By Alina Selyukh
Kroger and Albertsons saw their $24.6 billion merger blocked on Tuesday by judges in two separate cases, one brought by federal regulators and the other by Washington state’s attorney general.
The largest grocery merger in US history is in legal jeopardy after more than two years of delays. The companies can choose to continue their legal appeals or abandon the deal. They are awaiting another decision in the third trial in Colorado.
Kroger operates many familiar grocery stores, including Ralphs, Harris Teeter, Fred Meyer and King Soopers. Albertsons owns Safeway and Vons. In statements Tuesday, the companies argued the courts were wrong in their rulings and said they were evaluating their options.
Tuesday’s first ruling is a big win for the Federal Trade Commission. He, along with several states, had asked a federal court in Oregon to stop the merger. The government argued that the resulting big food prices would rise and there would be fewer choices for shoppers and workers. In many markets, the two chains are each other’s biggest competitors.
Kroger and Albertsons, for their part, argued that together they would have more power to lower prices as well as compete with other giant grocery retailers, including Walmart, Costco and Amazon.
U.S. District Judge Adrienne Nelson on Tuesday The FTC ordered the merger halted while it underwent an internal administrative review — a procedure Kroger challenged as unconstitutional in a separate court. About an hour later, a Washington state court judge ruled separately that the merger violated that state’s consumer protection law.
“Both defendants pointed to a future in which they could not compete with an ever-growing Walmart, Amazon or Costco,” Nelson said in his order. “The general purposes of antitrust law are not served by permitting an otherwise illegal merger to permit firms to compete with an industry giant.”
Together, Kroger and Albertsons have nearly 5,000 stores and employ approximately 720,000 people in 48 states. They overlap especially in the western provinces.
The lawsuits hinge on how Americans buy groceries
During the three-week federal trial in a Portland courtroomThe FTC and companies have had differing opinions on the grocery market.
Kroger and Albertsons called their merger existential for survival. They argued that the FTC’s view of competition — which focuses on the options a shopper might have in the neighborhood — has become outdated since the expansion of big boxes and dollar stores.
Kroger officials testified that they typically compare their prices to Walmart, not Albertsons, and have struggled to keep up given Walmart’s ability to negotiate better deals with suppliers because of its scale. Walmart is the largest grocer in the United States, followed by Kroger and Costco.
However, the FTC argued that someone who shops at Walmart, Costco, CVS or even Trader Joe’s still trusts the supermarket next door. Government lawyers said enough people were worried about the merger that the agency had received an unprecedented 100,000 public comments.
Federal officials also shared grievances raised by unions.
Kroger and Albertsons are a rare combination of stores in retail. The companies argue that, in fact, it serves as a reason why their mergers are allowed to take on larger, non-merging competitors. But the FTC says a merger would give companies more power over contract negotiations, leading to lower wages and worse benefits.
Questions about the plan to sell some stores
A judge separately weighed in on Kroger and Albertson’s plan to sell hundreds of stores to a single firm. It’s called C&S Wholesale Grocers it was meant to appease regulators as a condition of their merger.
The idea is to create a new grocery competitor in markets where Kroger and Albertsons currently overlap, and so the merger would eliminate competition. C&S, food supplier, Agreed to buy 579 stores In 18 states and Washington
But the FTC argued that C&S would struggle to compete. The firm currently operates only 23 stores, mostly under the Piggly Wiggly brand, which has no national name recognition. Government lawyers shared internal memos in which C&S executives expressed concerns about the quality of the stores they were about to buy.
Kroger and C&S executives touted C&S as a grocer with experience. Judge Nelson remained skeptical.
“There are serious concerns about C&S’s ability to operate a large-scale retail grocery business that can successfully compete with the proposed combined business, as it would need to offset the competitive disadvantage of the merger,” he said.
The last time the government approved a demerger grocery merger was in 2015. Albertsons bought Safeway. It sold 168 stores, then bought back 33 of them at bargain prices because one of the buyers filed for bankruptcy protection a few months after the deal.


• [Exercise requirements] Looking at each line of the data below, tally those that contain the word "Market" and give only the total.

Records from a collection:
=== Section Start ===

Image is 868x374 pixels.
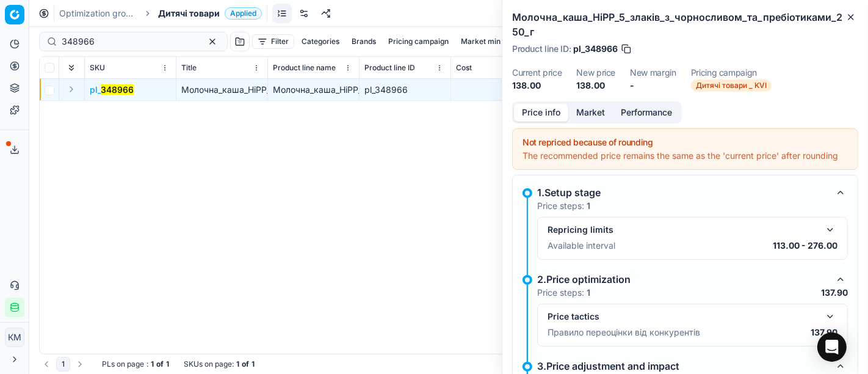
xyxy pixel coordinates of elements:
strong: 1 [587,200,590,211]
span: pl_ [90,84,133,96]
input: Search by SKU or title [62,36,195,48]
span: Applied [225,7,262,19]
span: Дитячі товариApplied [158,7,262,19]
dt: Current price [512,68,561,77]
button: Expand all [64,60,78,75]
strong: of [156,359,164,369]
div: 3.Price adjustment and impact [537,359,828,373]
h2: Молочна_каша_HiPP_5_злаків_з_чорносливом_та_пребіотиками_250_г [512,10,859,39]
button: Market min price competitor name [456,34,586,49]
button: Expand [64,82,78,97]
span: КM [5,328,23,346]
span: Дитячі товари _ KVI [691,79,771,92]
span: Title [181,63,197,73]
button: Pricing campaign [384,34,453,49]
dd: - [630,79,676,92]
p: 137.90 [821,287,848,299]
p: Price steps: [537,287,590,299]
dt: Pricing campaign [691,68,771,77]
div: 2.Price optimization [537,272,828,287]
div: The recommended price remains the same as the 'current price' after rounding [523,150,848,162]
p: 113.00 - 276.00 [773,240,838,252]
span: Product line name [273,63,336,73]
button: Filter [252,34,294,49]
span: Product line ID : [512,44,571,53]
button: Go to previous page [39,357,54,371]
div: : [102,359,169,369]
div: Price tactics [547,310,818,323]
span: pl_348966 [574,43,618,55]
button: Categories [296,34,344,49]
strong: 1 [166,359,169,369]
strong: 1 [236,359,239,369]
span: SKU [90,63,105,73]
button: pl_348966 [90,84,133,96]
strong: 1 [587,287,590,297]
button: КM [5,328,24,347]
span: Молочна_каша_HiPP_5_злаків_з_чорносливом_та_пребіотиками_250_г [181,85,472,95]
div: 1.Setup stage [537,185,828,200]
p: Правило переоцінки від конкурентів [547,326,700,338]
button: Brands [347,34,381,49]
div: Open Intercom Messenger [818,332,847,362]
strong: 1 [252,359,254,369]
span: Дитячі товари [158,7,220,19]
nav: breadcrumb [59,7,262,19]
a: Optimization groups [59,7,138,19]
p: Price steps: [537,200,590,212]
dt: New price [576,68,615,77]
strong: of [241,359,249,369]
button: Price info [514,104,568,122]
div: Молочна_каша_HiPP_5_злаків_з_чорносливом_та_пребіотиками_250_г [273,84,354,96]
div: Repricing limits [547,224,818,236]
dd: 138.00 [576,79,615,92]
p: Available interval [547,240,615,252]
strong: 1 [151,359,154,369]
dd: 138.00 [512,79,561,92]
span: PLs on page [102,359,144,369]
dt: New margin [630,68,676,77]
span: SKUs on page : [184,359,234,369]
span: Cost [456,63,472,73]
div: 109.06 [456,84,537,96]
nav: pagination [39,357,87,371]
div: Not repriced because of rounding [523,136,848,148]
button: Go to next page [72,357,87,371]
button: 1 [56,357,70,371]
div: pl_348966 [364,84,445,96]
p: 137.90 [811,326,838,338]
mark: 348966 [101,85,133,95]
button: Market [568,104,613,122]
button: Performance [613,104,680,122]
span: Product line ID [364,63,415,73]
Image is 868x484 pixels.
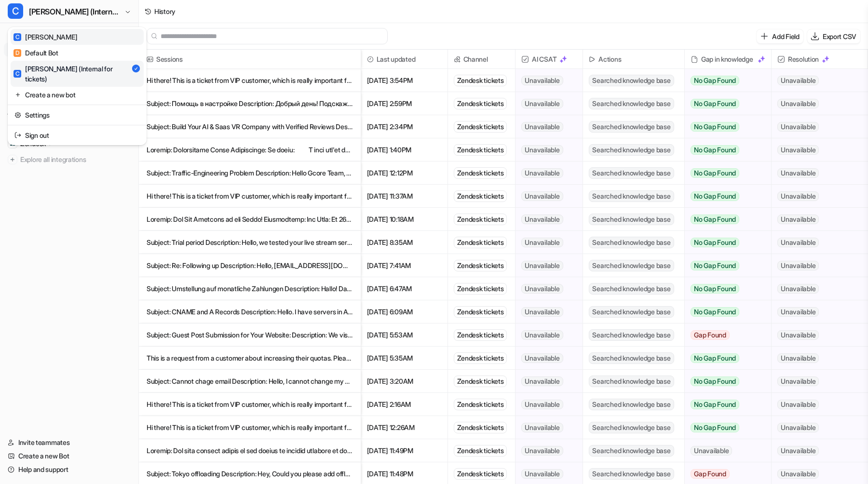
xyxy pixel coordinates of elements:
[13,32,77,42] div: [PERSON_NAME]
[11,127,143,143] a: Sign out
[13,70,21,78] span: C
[29,5,122,18] span: [PERSON_NAME] (Internal for tickets)
[8,27,147,145] div: C[PERSON_NAME] (Internal for tickets)
[13,34,21,41] span: C
[15,130,21,140] img: reset
[13,64,131,84] div: [PERSON_NAME] (Internal for tickets)
[15,110,21,120] img: reset
[11,86,143,103] a: Create a new bot
[15,90,21,100] img: reset
[11,107,143,123] a: Settings
[13,48,58,58] div: Default Bot
[13,49,21,57] span: D
[8,3,23,19] span: C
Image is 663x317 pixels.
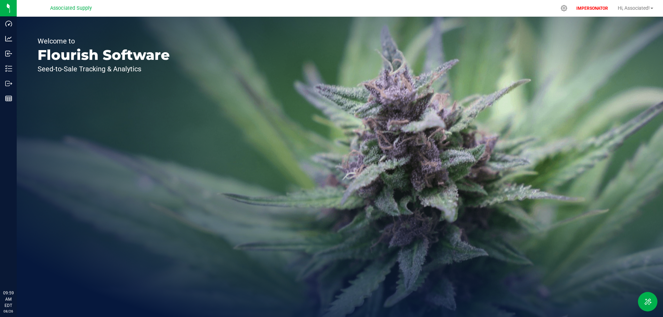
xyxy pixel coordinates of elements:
[5,35,12,42] inline-svg: Analytics
[38,65,170,72] p: Seed-to-Sale Tracking & Analytics
[573,5,610,11] p: IMPERSONATOR
[50,5,92,11] span: Associated Supply
[5,65,12,72] inline-svg: Inventory
[5,80,12,87] inline-svg: Outbound
[5,95,12,102] inline-svg: Reports
[559,5,568,11] div: Manage settings
[38,38,170,45] p: Welcome to
[617,5,649,11] span: Hi, Associated!
[637,292,657,311] button: Toggle Menu
[5,20,12,27] inline-svg: Dashboard
[3,308,14,314] p: 08/26
[5,50,12,57] inline-svg: Inbound
[3,290,14,308] p: 09:59 AM EDT
[38,48,170,62] p: Flourish Software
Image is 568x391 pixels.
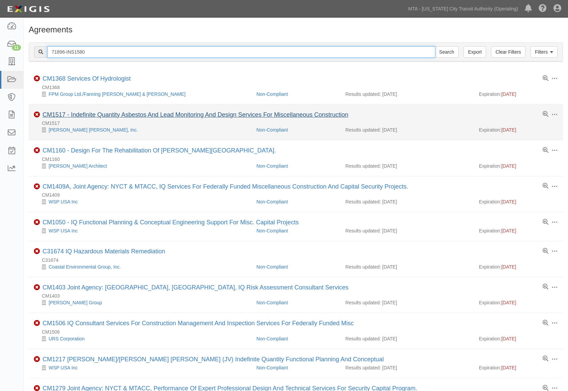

=== Section End ===

• [Output for this exercise] 2